Sql-server – A performance Issue when querying a big table using a PK/clustered index

materialized-viewperformancequery-performancesql servert-sql

To simplify the situation, I will only consider one large table…
On a nightly basis a store will send all the new and changed data for one day for a large table to the head office. (this portion is good)
Also, the store sends a summary of that table for the last 30 days to the head office for that large table.

At the head office,
The new and changed data is updated in the large table (no problem here).
The summary of the last 30 that is received and is uploaded into a table. It is then compared to a query that summarizes the data at the head office of this very large table (that contains all stores) for that same store.<– this is where the problem is. This is done to be able to make sure that the store's data matches the head office data for that store (we get a warning if it doesn't match for which they need to take action)

The problem is the the summary query takes too much time… I'm looking to change the way we compare the store table with the host table in a more efficient way.

I tried the indexed view and the results were great but the fact that they have too many limitations, it makes it practically impossible to implement it on a large scale (to all software owners, cash registers, Stores and Head offices) due to different structures and different versions of our software.

I've been trying to think of different ways I can insure that the data of a table (for at least the last 30 days) for a store matches the head office but I feel like I'm turning in circles… So I'm looking for ideas to help me look at this differently.

Limitations: We use SQL Express at the stores, and usually standard at head offices. There's no direct connection between both databases (the data is transferred through files).

Any help is appreciated.
thank you


Added more info:
Structure of the table (I know is not ideal, it's what I inherited):
Date, Store, terminal, transNum, lineNum, Qty, Amount + 194 MORE COLUMNS.
The PK and clustered index is: Date, Store, terminal, transNum, lineNum

The query to summarize is simple:

Select Date, Store, sum(Qty) as Qty, sum(Amount) as Amt
from MyHugeTable 
where date between '2017-07-22' and '2017-08-22'
and store = '1234'
group by Date, Store;

Best Answer

If speeding up this query is critically important, I'd consider creating a covering index:

CREATE INDEX IX_MyHugeTable_Date_Store_Qty_Amt
    ON MyHugeTable (Date, Store)
       INCLUDE (Qty, Amt)
;

Adding a new index will impact the time to add, update, and delete rows from the table. You should test to determine the impact of adding this index to the nightly update process. It won't help if this speeds up the query generating the summary data for each day, but the slowdown in inserting and updating daily changes is slowed down more than the summary query is sped up. This would hold true with some of the other suggestions from the comments; test to make sure that the changes you make do not harm normal operations.

FYI: the idea behind a covering index is simple - if an index has all the columns a query refers to, then the engine can retrieve that information from the index without actually touching the table itself. This index should take up much less space per row than the table (with around 200 columns), so the query should perform much better.

As noted by David Browne, your index would include not just the four columns listed, but the other 3 keys that make up the primary key. That's because all non-clustered indexes on a table with a clustered index use the cluster key to identify the row location in the main table. See this link for full details. Still, the index will be much narrower than your ~200 column table.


__TASK OBJECTIVE__.
Retype the records below exactly as they stand, but with no images.

Data extracted from a collection:

↓

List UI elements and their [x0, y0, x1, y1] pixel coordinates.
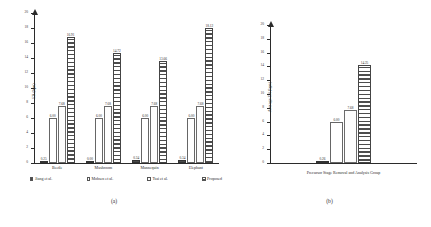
bar-group-a-mushroom: 0.006.007.6814.72Mushroom	[80, 14, 126, 163]
bar-group-a-mannequin: 0.346.007.6813.66Mannequin	[127, 14, 173, 163]
bar-a-0-2[interactable]: 7.68	[58, 106, 66, 163]
bar-a-3-1[interactable]: 6.00	[187, 118, 195, 163]
legend-swatch-icon	[202, 177, 205, 180]
legend-label: Tsai et al.	[152, 177, 167, 181]
plot-area-a: 02468101214161820 ER (bpn) 0.256.007.681…	[34, 14, 219, 164]
y-tick-label-a-14: 14	[24, 56, 28, 60]
bar-value-label: 6.00	[96, 115, 102, 118]
bar-value-label: 0.34	[133, 157, 139, 160]
bar-value-label: 6.00	[142, 115, 148, 118]
figure-root: 02468101214161820 ER (bpn) 0.256.007.681…	[0, 0, 431, 227]
panel-caption-b: (b)	[228, 198, 431, 204]
bar-a-2-3[interactable]: 13.66	[159, 61, 167, 163]
y-tick-label-b-14: 14	[260, 65, 264, 69]
bar-value-label: 0.00	[87, 158, 93, 161]
y-tick-label-a-10: 10	[24, 86, 28, 90]
bar-a-2-1[interactable]: 6.00	[141, 118, 149, 163]
bar-group-a-elephant: 0.346.007.6818.12Elephant	[173, 14, 219, 163]
bar-groups-b: 0.266.007.6814.25	[270, 26, 417, 163]
bar-value-label: 16.91	[67, 34, 75, 37]
y-tick-label-b-0: 0	[262, 161, 264, 165]
bar-a-0-3[interactable]: 16.91	[67, 37, 75, 163]
bar-value-label: 7.68	[59, 103, 65, 106]
bar-value-label: 13.66	[159, 58, 167, 61]
panel-b: 02468101214161820 Average ER (bpn) 0.266…	[228, 0, 431, 227]
y-tick-label-b-4: 4	[262, 134, 264, 138]
y-tick-label-b-12: 12	[260, 78, 264, 82]
legend-swatch-icon	[147, 177, 150, 180]
bar-value-label: 0.25	[41, 158, 47, 161]
legend-swatch-icon	[87, 177, 90, 180]
y-tick-label-a-4: 4	[26, 131, 28, 135]
x-axis-label-b: Precursor Stage Removal and Analysis Gro…	[270, 170, 417, 175]
y-tick-label-b-20: 20	[260, 23, 264, 27]
y-tick-label-b-6: 6	[262, 120, 264, 124]
bar-a-2-0[interactable]: 0.34	[132, 160, 140, 163]
y-tick-b-0: 0	[267, 163, 270, 164]
bar-b-0-0[interactable]: 0.26	[316, 161, 329, 163]
legend-a: Jiang et al.Mohsen et al.Tsai et al.Prop…	[30, 177, 222, 181]
bar-a-1-2[interactable]: 7.68	[104, 106, 112, 163]
legend-item-a-1[interactable]: Mohsen et al.	[87, 177, 114, 181]
y-tick-label-a-12: 12	[24, 71, 28, 75]
bar-group-b-main: 0.266.007.6814.25	[270, 26, 417, 163]
bar-a-1-1[interactable]: 6.00	[95, 118, 103, 163]
bar-value-label: 7.68	[151, 103, 157, 106]
bar-value-label: 6.00	[334, 119, 340, 122]
bar-value-label: 6.00	[50, 115, 56, 118]
y-tick-label-b-10: 10	[260, 92, 264, 96]
legend-label: Jiang et al.	[35, 177, 52, 181]
y-tick-label-b-2: 2	[262, 147, 264, 151]
y-tick-label-a-20: 20	[24, 11, 28, 15]
bar-a-3-0[interactable]: 0.34	[178, 160, 186, 163]
panel-caption-a: (a)	[0, 198, 228, 204]
bar-value-label: 7.68	[348, 107, 354, 110]
y-tick-label-b-16: 16	[260, 51, 264, 55]
x-axis-b	[270, 163, 417, 164]
bar-group-a-beetle: 0.256.007.6816.91Beetle	[34, 14, 80, 163]
panel-a: 02468101214161820 ER (bpn) 0.256.007.681…	[0, 0, 228, 227]
y-tick-label-a-0: 0	[26, 161, 28, 165]
bar-b-0-3[interactable]: 14.25	[358, 65, 371, 163]
y-tick-label-a-2: 2	[26, 146, 28, 150]
y-tick-label-a-8: 8	[26, 101, 28, 105]
y-tick-label-a-18: 18	[24, 26, 28, 30]
y-tick-label-a-6: 6	[26, 116, 28, 120]
group-label-a-3: Elephant	[167, 166, 225, 171]
legend-item-a-2[interactable]: Tsai et al.	[147, 177, 167, 181]
legend-swatch-icon	[30, 177, 33, 180]
bar-a-3-3[interactable]: 18.12	[205, 28, 213, 163]
bar-b-0-1[interactable]: 6.00	[330, 122, 343, 163]
bar-value-label: 0.34	[179, 157, 185, 160]
x-axis-a	[34, 163, 219, 164]
legend-item-a-3[interactable]: Proposed	[202, 177, 222, 181]
bar-a-1-0[interactable]: 0.00	[86, 161, 94, 163]
bar-value-label: 18.12	[206, 25, 214, 28]
bar-value-label: 14.72	[113, 50, 121, 53]
bar-a-2-2[interactable]: 7.68	[150, 106, 158, 163]
bar-value-label: 14.25	[361, 62, 369, 65]
bar-value-label: 6.00	[188, 115, 194, 118]
y-tick-label-b-18: 18	[260, 37, 264, 41]
bar-value-label: 7.68	[197, 103, 203, 106]
y-tick-label-b-8: 8	[262, 106, 264, 110]
y-tick-a-0: 0	[31, 163, 34, 164]
y-tick-label-a-16: 16	[24, 41, 28, 45]
bar-value-label: 0.26	[320, 158, 326, 161]
legend-label: Mohsen et al.	[91, 177, 113, 181]
legend-label: Proposed	[207, 177, 222, 181]
bar-a-3-2[interactable]: 7.68	[196, 106, 204, 163]
bar-a-0-0[interactable]: 0.25	[40, 161, 48, 163]
bar-groups-a: 0.256.007.6816.91Beetle0.006.007.6814.72…	[34, 14, 219, 163]
bar-a-1-3[interactable]: 14.72	[113, 53, 121, 163]
legend-item-a-0[interactable]: Jiang et al.	[30, 177, 52, 181]
bar-a-0-1[interactable]: 6.00	[49, 118, 57, 163]
bar-b-0-2[interactable]: 7.68	[344, 110, 357, 163]
plot-area-b: 02468101214161820 Average ER (bpn) 0.266…	[270, 26, 417, 164]
bar-value-label: 7.68	[105, 103, 111, 106]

↑

__ANSWER SECTION__.
List UI elements and their [x0, y0, x1, y1] pixel coordinates.
bar-group-a-mushroom: 0.006.007.6814.72Mushroom	[80, 14, 126, 163]
bar-group-a-mannequin: 0.346.007.6813.66Mannequin	[127, 14, 173, 163]
bar-a-0-2[interactable]: 7.68	[58, 106, 66, 163]
bar-a-3-1[interactable]: 6.00	[187, 118, 195, 163]
legend-swatch-icon	[202, 177, 205, 180]
legend-label: Tsai et al.	[152, 177, 167, 181]
plot-area-a: 02468101214161820 ER (bpn) 0.256.007.681…	[34, 14, 219, 164]
y-tick-label-a-14: 14	[24, 56, 28, 60]
bar-value-label: 6.00	[96, 115, 102, 118]
bar-value-label: 0.34	[133, 157, 139, 160]
bar-value-label: 6.00	[142, 115, 148, 118]
figure-root: 02468101214161820 ER (bpn) 0.256.007.681…	[0, 0, 431, 227]
panel-caption-b: (b)	[228, 198, 431, 204]
bar-a-2-3[interactable]: 13.66	[159, 61, 167, 163]
y-tick-label-b-14: 14	[260, 65, 264, 69]
bar-value-label: 0.00	[87, 158, 93, 161]
y-tick-label-a-10: 10	[24, 86, 28, 90]
bar-a-2-1[interactable]: 6.00	[141, 118, 149, 163]
bar-group-a-elephant: 0.346.007.6818.12Elephant	[173, 14, 219, 163]
bar-groups-b: 0.266.007.6814.25	[270, 26, 417, 163]
bar-value-label: 16.91	[67, 34, 75, 37]
y-tick-label-b-0: 0	[262, 161, 264, 165]
bar-a-0-3[interactable]: 16.91	[67, 37, 75, 163]
bar-value-label: 7.68	[59, 103, 65, 106]
bar-value-label: 13.66	[159, 58, 167, 61]
panel-b: 02468101214161820 Average ER (bpn) 0.266…	[228, 0, 431, 227]
y-tick-label-b-4: 4	[262, 134, 264, 138]
y-tick-label-b-12: 12	[260, 78, 264, 82]
legend-swatch-icon	[147, 177, 150, 180]
bar-value-label: 0.25	[41, 158, 47, 161]
legend-swatch-icon	[87, 177, 90, 180]
y-tick-label-a-4: 4	[26, 131, 28, 135]
x-axis-label-b: Precursor Stage Removal and Analysis Gro…	[270, 170, 417, 175]
y-tick-label-b-20: 20	[260, 23, 264, 27]
y-tick-label-b-6: 6	[262, 120, 264, 124]
bar-a-2-0[interactable]: 0.34	[132, 160, 140, 163]
y-tick-b-0: 0	[267, 163, 270, 164]
bar-b-0-0[interactable]: 0.26	[316, 161, 329, 163]
legend-a: Jiang et al.Mohsen et al.Tsai et al.Prop…	[30, 177, 222, 181]
bar-a-1-2[interactable]: 7.68	[104, 106, 112, 163]
legend-item-a-1[interactable]: Mohsen et al.	[87, 177, 114, 181]
y-tick-label-a-12: 12	[24, 71, 28, 75]
bar-group-b-main: 0.266.007.6814.25	[270, 26, 417, 163]
bar-a-1-1[interactable]: 6.00	[95, 118, 103, 163]
bar-value-label: 7.68	[151, 103, 157, 106]
bar-value-label: 6.00	[334, 119, 340, 122]
bar-value-label: 6.00	[50, 115, 56, 118]
y-tick-label-b-10: 10	[260, 92, 264, 96]
legend-label: Jiang et al.	[35, 177, 52, 181]
y-tick-label-b-2: 2	[262, 147, 264, 151]
y-tick-label-a-20: 20	[24, 11, 28, 15]
bar-a-3-0[interactable]: 0.34	[178, 160, 186, 163]
panel-caption-a: (a)	[0, 198, 228, 204]
bar-value-label: 7.68	[348, 107, 354, 110]
y-tick-label-b-16: 16	[260, 51, 264, 55]
x-axis-b	[270, 163, 417, 164]
bar-group-a-beetle: 0.256.007.6816.91Beetle	[34, 14, 80, 163]
panel-a: 02468101214161820 ER (bpn) 0.256.007.681…	[0, 0, 228, 227]
y-tick-label-a-0: 0	[26, 161, 28, 165]
bar-b-0-3[interactable]: 14.25	[358, 65, 371, 163]
y-tick-label-a-2: 2	[26, 146, 28, 150]
y-tick-label-a-8: 8	[26, 101, 28, 105]
y-tick-label-a-18: 18	[24, 26, 28, 30]
y-tick-label-a-6: 6	[26, 116, 28, 120]
group-label-a-3: Elephant	[167, 166, 225, 171]
legend-item-a-2[interactable]: Tsai et al.	[147, 177, 167, 181]
legend-swatch-icon	[30, 177, 33, 180]
bar-a-3-3[interactable]: 18.12	[205, 28, 213, 163]
bar-b-0-1[interactable]: 6.00	[330, 122, 343, 163]
bar-value-label: 0.34	[179, 157, 185, 160]
x-axis-a	[34, 163, 219, 164]
legend-item-a-3[interactable]: Proposed	[202, 177, 222, 181]
bar-a-1-0[interactable]: 0.00	[86, 161, 94, 163]
bar-value-label: 18.12	[206, 25, 214, 28]
bar-value-label: 14.72	[113, 50, 121, 53]
bar-a-2-2[interactable]: 7.68	[150, 106, 158, 163]
bar-value-label: 14.25	[361, 62, 369, 65]
bar-value-label: 6.00	[188, 115, 194, 118]
y-tick-label-b-18: 18	[260, 37, 264, 41]
bar-value-label: 7.68	[197, 103, 203, 106]
y-tick-label-b-8: 8	[262, 106, 264, 110]
y-tick-a-0: 0	[31, 163, 34, 164]
y-tick-label-a-16: 16	[24, 41, 28, 45]
bar-value-label: 0.26	[320, 158, 326, 161]
legend-label: Mohsen et al.	[91, 177, 113, 181]
legend-label: Proposed	[207, 177, 222, 181]
bar-a-3-2[interactable]: 7.68	[196, 106, 204, 163]
bar-a-0-0[interactable]: 0.25	[40, 161, 48, 163]
bar-groups-a: 0.256.007.6816.91Beetle0.006.007.6814.72…	[34, 14, 219, 163]
bar-a-1-3[interactable]: 14.72	[113, 53, 121, 163]
legend-item-a-0[interactable]: Jiang et al.	[30, 177, 52, 181]
bar-a-0-1[interactable]: 6.00	[49, 118, 57, 163]
bar-b-0-2[interactable]: 7.68	[344, 110, 357, 163]
plot-area-b: 02468101214161820 Average ER (bpn) 0.266…	[270, 26, 417, 164]
bar-value-label: 7.68	[105, 103, 111, 106]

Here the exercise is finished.